One focus of this study is to compare assumed rates of respiration, with the actual total ecosystem respiration. The assumed rate is represented by a first order decay parameter, typically measured in laboratory experiments and standardized to 20°C, and we label that rate R0 (d−1). During simulations, R0 is scaled in the model according to the general biogeochemical temperature scaling function:
(2) |
where T is the observed temperature in °C and θ is 1.073, which equates to a Q10 value of 2.0 when scaled according to the exponent T with reference to 20°C. Because the model tracks vertical temperature gradients, R0 scaled to the ecosystem scale will reflect the vertical temperature of the lake. The model also tracks photo-oxidative losses, which can be added to mineralization losses due to R. Thus, the effective daily respiration at the ecosystem scale is the sum of all forms of DOC mineralization. In this study, we calculate daily DOC mineralization simply through changes in mass balance and term that ecosystem respiration (RE; d−1).
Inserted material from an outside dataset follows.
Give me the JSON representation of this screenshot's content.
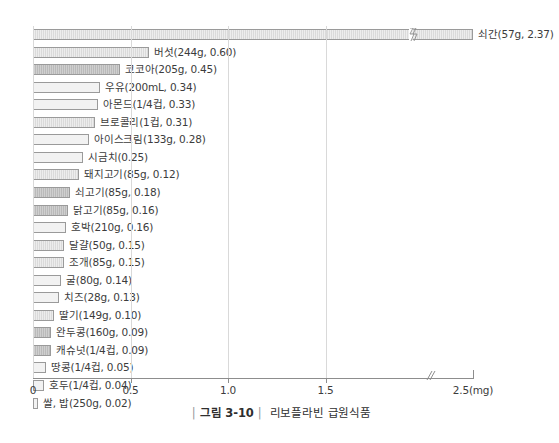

Our goal is not to study the form or parameterization of equation 2, but rather how our choice of R0, in balance with lake characteristics, results in RE. Furthermore, we are interested in how variations in RE influence the fate of the DOC load as being respired or exported from the ecosystem.
Scenarios
To test the effects of lake size, lake DOC state, and assumed value of respiration (R0) on RE and the fate of DOC loads, we create simulations orthogonal in those characteristics. Figure 1 shows the 16 simulations that cover broad ranges in lake area and DOC concentration. The shaded boxes indicate the actual areas and mean DOC concentrations for the four calibration lakes. For each of the 16 simulations, we tested three values of R0: 0.001, 0.005, and 0.010 d−1. Thus, the total number of simulations was 48. These values of R0 are reasonably representative of the range documented in the literature for laboratory DOC degradation experiments. We give a more complete description of the literature values of R0 in the Discussion.
Supporting Information
Acknowledgments
We are grateful for the tireless field work of Tim Meinke, Pam Montz and Luke Winslow from the University of Wisconsin. Members of the Global Lake Ecological Observatory Network provided helpful criticisms of the manuscript.
Footnotes
Competing Interests: The authors have declared that no competing interests exist.
Funding: This work was funded by the United States National Science Foundation through the Long Term Ecological Research project and the Global Lake Ecological Observatory Network. The funders had no role in study design, data collection and analysis, decision to publish, or preparation of the manuscript.